Fundamentally, what she said is a useful concept. The Home Office intends to implement capped safe and legal routes that enable businesses, churches, universities, and community organizations to sponsor refugees entering the United Kingdom. It is based on Canada’s community sponsorship program, which has resettled nearly 400,000 refugees since its inception in 1979. It is difficult to ignore the statistics coming out of Ottawa: about 70% of sponsored refugees find employment within a year, which is 30 percentage points more than those resettled through government programs. It’s not a small difference.
The timing of this change is noteworthy. Mahmood is simultaneously negotiating two political realities. On the one hand, the public has lost faith in an asylum system where hotel costs for migrants continue to rise and there is no indication that small boat crossings will cease. However, some veteran colleagues and Labour MPs feel that the Home Secretary’s recent policies have gone too far and feel more punitive than useful. Last Friday, Lord Dubs, who came to Britain as a six-year-old Jewish refugee from Nazi-occupied Czechoslovakia in 1939, referred to the strategy as “performative cruelty” and suggested Mahmood’s skills might be better utilized elsewhere in the cabinet. Saying that about a current Home Secretary is quite pointed.
Mahmood uses cautious, purposeful language when defending the new routes. She has talked about safeguarding “genuine refugees” while closing loopholes that have, in her opinion, been overused. She doesn’t fully resolve the genuine tension in that framing. For example, it’s still unclear which local organizations will be able to sponsor refugees and under what circumstances. The operational detail is still being worked out, but the general promise is there.

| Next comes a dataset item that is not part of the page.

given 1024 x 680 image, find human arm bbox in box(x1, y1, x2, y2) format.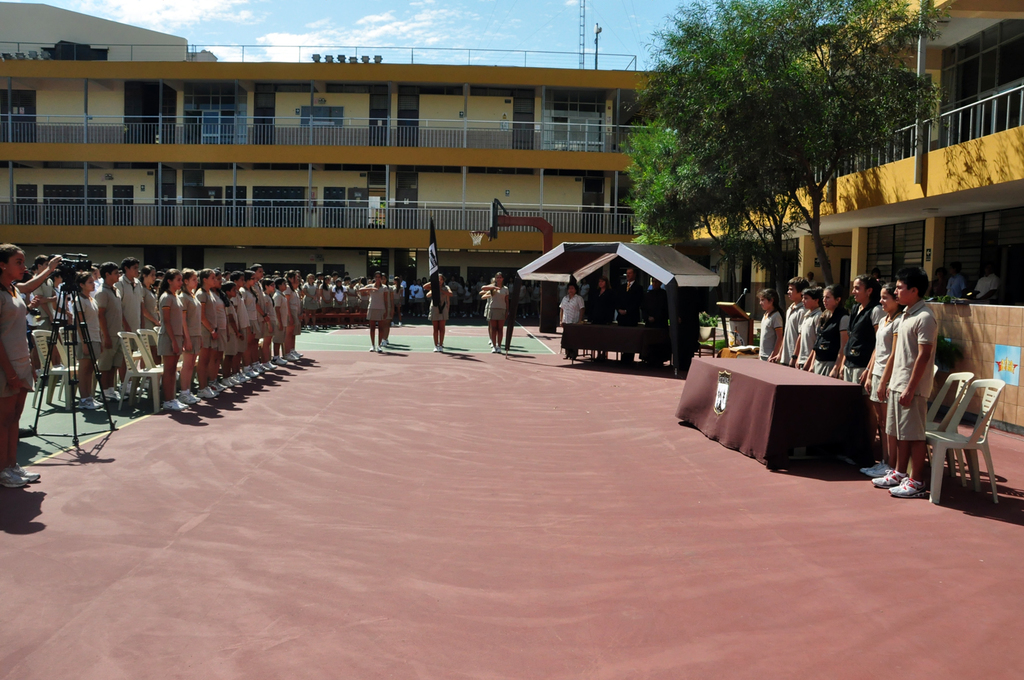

It’s important to note that the UK already has a resettlement program called the UKRS, but the Home Office admits that local councils, not community sponsors, support the “vast majority” of those arriving under it. Theoretically, the new model would significantly increase participation. It is worthwhile to consider whether churches and academic institutions can truly take on that responsibility on a large scale.
An additional layer is added by the political context. According to people close to Andy Burnham’s team, Mahmood will probably remain in her role when he moves into Downing Street next month. Although Burnham has previously voiced concerns about some of the specifics, especially regarding making migrants wait longer for indefinite leave to remain, he generally supports the direction of her immigration plans. Additionally, there has been controversy surrounding Immigration Minister Mike Tapp, who is allegedly accused of briefing the media on the proposals and passing them off as his own. Mahmood reportedly requested that he be fired. No. 10 said no.
As all of this takes place, there’s a feeling that the immigration bill that will be introduced in the Commons next week is more of a public negotiation than a final policy. Under pressure from Labour’s progressive wing, some hardline elements might be changed. Although evidence and politics are not always moving in the same direction, the Canada model provides solid proof that community sponsorship is effective.
Even though her detractors don’t acknowledge it, Mahmood appears to recognize that public confidence in the asylum system is nearly as important as the system itself. For the time being, it’s truly unclear if this specific plan will restore that trust or just make an already tense process more complicated.